In June the U.S. Environmental Protection Agency exposed all of this as nonsense. With no fanfare, the EPA published its “Draft Report on the Environment 2003.” This is a book of facts that paints an optimistic and comforting picture of environmental improvement.
The most notable data relate to air pollution. All air pollutants are declining and four of the six pollutants regulated by the EPA are at levels, throughout the country, that are well below the maximum allowed. The exceptions are ground-level ozone and particulates, where most of the country was, until recently, meeting federal standards.

What changed are the standards, not the amount of pollution. Ozone, in particular, has declined continuously for the last 20 years. But new and much more stringent standards, which have moved many areas from being in compliance to being out of compliance, are being put in place. However, even using the new standards, ozone concentrations have decreased by more than 11 percent in the last 10 years. It is also notable that acid rain, a byproduct of particulates, has declined; reductions of as much as 30 percent have been reported in certain areas of the Northeast and Midwest.

Probably the best indication of air-quality improvement is captured in one significant trend. Between 1988 and 2001 “based on EPA’s Air Quality Index…the percentage of days…on which air quality exceeded a healthy standard dropped from almost 10 percent to 3 percent…”
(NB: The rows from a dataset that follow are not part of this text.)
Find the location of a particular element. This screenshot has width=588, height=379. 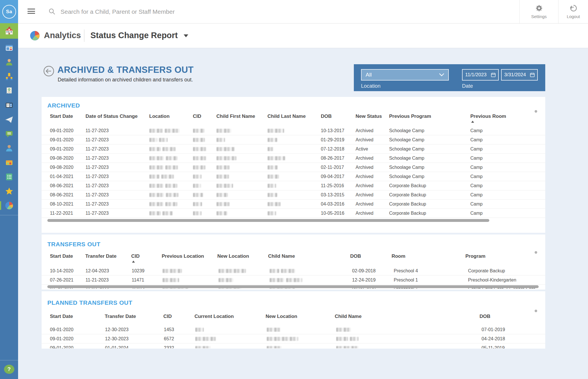

sidebar-item-staff is located at coordinates (9, 148).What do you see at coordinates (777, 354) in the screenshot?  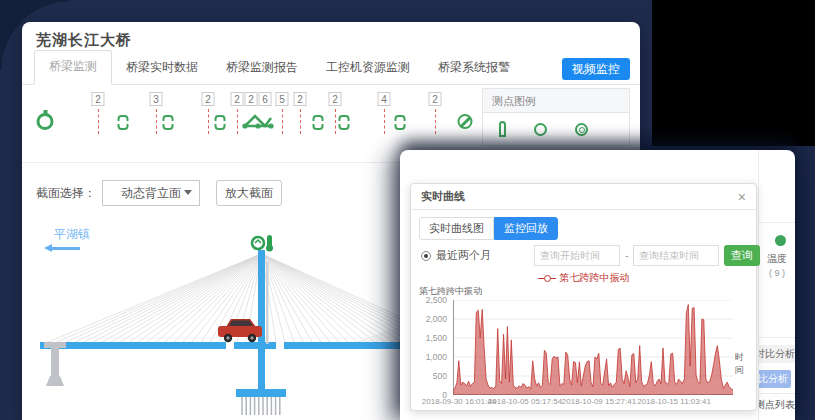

The EPA report covers a range of other environmental indicators. For example, in the area of wetland preservation, there has been a dramatic improvement. Between 1954 and 1974 there was a loss of nearly 500,000 acres of wetlands annually. Between 1986 and 1997 that fell to 58,000 acres out of a total of nearly 106 million acres of wetlands nationwide. This constitutes a loss of one-twentieth of 1 percent of the total annually.
In the chapter on land protection, the EPA reports that the continental United States has more than 2 billion acres of land. Only 98 million acres, or 4.3 percent of the total, are considered developed. The other 96 percent is designated as farmland, grazing land, wilderness, etc. This is a very different picture from that portrayed by the Sierra Club and other pressure groups that constantly tell us that the country is over-populated and being swallowed up by “urban sprawl.”

Most encouraging is the EPA’s report on health. Over the last century, life expectancy at birth increased from age 51 to 79.4 years for women and from age 48 to 73.9 years for men. Rates of heart disease, cancer, and most other chronic diseases are down and decreasing. While it is noted that death rates from cancer have increased, the EPA points out that this is due to the good news that we are living longer. Diseases such as polio and tuberculosis, which once killed Americans at younger ages, have either been eradicated or rendered curable. As cancer researcher and National Medal of Science winner Dr. Bruce Aims has shown, when the data is adjusted for age, cancer death rates are also declining.

The EPA report should be required reading at every newspaper, television, and radio newsroom in the country. It is a sober and refreshing antidote to the “scare” reports offered by special-interest groups, whose purpose is to shock people into closing their minds and opening their checkbooks.